Recent advances in artificial intelligence have enabled the development of Large Language Models (LLM) with a significantly large number of parameters, some of which reach into the billions (e.g. LLaMA-2 which comes in sizes of 7B, 13B and even parameters 70B). With such specifications, the model is capable of achieving very high performances on various tasks, making it a powerful tool for various ai applications. The disadvantage of this, however, is that the implementation of such models is expensive and devices such as phones do not have enough memory to accommodate them.
Various pruning techniques have emerged in the past to overcome this problem. However, many lead to significant performance degradation after pruning. Furthermore, these methods do not easily extend to structured pruning. For this reason, a team of researchers from Imperial College London, Qualcomm ai Research, QUVA Lab and the University of Amsterdam have presented LLM Surgeon, a framework for unstructured, semi-structured and structured LLM pruning that prunes the model in multiple steps, updating the weights and curvature estimates between each step. According to experiments conducted by the researchers, their framework allows pruning of LLM by up to 30% without any significant performance degradation, proving its effectiveness.
The framework uses weight magnitude and activations from forward passes and gradient information from backward passes to relate weight removal costs to the true end goal. Researchers have improved on previous work on weight pruning by using more precise approximations to the loss curvature and more weight correlations to update the remaining weights.
Pruning accuracy depends on accurately estimating the local curvature and simultaneously overcoming the memory cost associated with storing the exact curvature.

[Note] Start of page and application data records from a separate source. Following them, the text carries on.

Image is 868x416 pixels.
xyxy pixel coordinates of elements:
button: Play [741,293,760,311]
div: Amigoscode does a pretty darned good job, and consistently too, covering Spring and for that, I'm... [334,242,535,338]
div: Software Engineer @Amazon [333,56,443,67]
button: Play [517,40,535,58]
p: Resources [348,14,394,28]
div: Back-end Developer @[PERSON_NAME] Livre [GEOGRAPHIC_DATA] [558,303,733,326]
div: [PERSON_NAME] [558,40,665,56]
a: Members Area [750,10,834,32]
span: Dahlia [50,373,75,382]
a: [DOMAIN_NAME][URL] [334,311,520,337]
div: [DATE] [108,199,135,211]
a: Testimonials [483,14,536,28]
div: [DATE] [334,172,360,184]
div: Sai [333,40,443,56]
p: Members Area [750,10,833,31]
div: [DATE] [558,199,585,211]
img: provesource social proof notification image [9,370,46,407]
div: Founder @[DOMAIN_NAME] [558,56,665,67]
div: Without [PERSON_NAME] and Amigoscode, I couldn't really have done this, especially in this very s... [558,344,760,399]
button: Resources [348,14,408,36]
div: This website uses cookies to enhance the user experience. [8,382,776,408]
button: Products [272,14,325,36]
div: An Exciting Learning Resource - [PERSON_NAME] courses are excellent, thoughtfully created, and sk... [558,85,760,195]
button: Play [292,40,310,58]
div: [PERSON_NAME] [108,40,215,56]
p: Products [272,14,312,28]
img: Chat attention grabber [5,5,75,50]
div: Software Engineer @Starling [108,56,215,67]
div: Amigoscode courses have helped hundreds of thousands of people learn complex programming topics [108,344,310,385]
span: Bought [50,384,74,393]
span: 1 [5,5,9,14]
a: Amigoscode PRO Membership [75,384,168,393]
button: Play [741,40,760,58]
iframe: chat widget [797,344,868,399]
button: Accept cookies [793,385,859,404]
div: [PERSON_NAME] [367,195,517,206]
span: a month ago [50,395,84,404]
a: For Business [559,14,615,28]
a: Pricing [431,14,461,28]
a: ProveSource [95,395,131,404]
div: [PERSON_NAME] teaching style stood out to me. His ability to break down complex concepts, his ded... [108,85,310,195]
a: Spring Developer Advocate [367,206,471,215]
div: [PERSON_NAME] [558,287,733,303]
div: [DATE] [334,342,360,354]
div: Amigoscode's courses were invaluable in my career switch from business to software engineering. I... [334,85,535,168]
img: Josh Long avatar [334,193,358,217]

LLM Surgeon uses the KFAC approximation for this task, a popular method for curvature approximation, due to its memory efficiency. This method allows the framework to calculate the dynamic allocation of structures that can be removed. In addition, it also allows the updating of the remaining weights, accounting for the elimination.
The framework prunes multiple weights at once to reach the target model size while inflicting the lowest possible cost. Additionally, LLM Surgeon prunes in multiple steps to improve performance to scarcity. The researchers justified their approach by showing that pruning performance increased with more shots.
The researchers evaluated LLM Surgeon's performance on language modeling tasks in models such as OPT and LLaMA-2, using data from the wikitext-2 dataset. For structured compression, the framework allows reducing the model size by up to 30% without any significant loss. Furthermore, it performs better than all baselines, achieving the best performance for each target size. Also for semi-structured and unstructured compression, LLM Surgeon outperforms all baselines, demonstrating the best performance at all target sizes.
In conclusion, LLM Surgeon addresses the problem that LLMs pose with a significantly large number of parameters in terms of implementation. The results show that it can prune rows and columns of a variety of LLMs by 20-30% without significant performance loss. It also achieves state-of-the-art results in unstructured and semi-structured pruning of LLM, allowing for a simpler implementation process.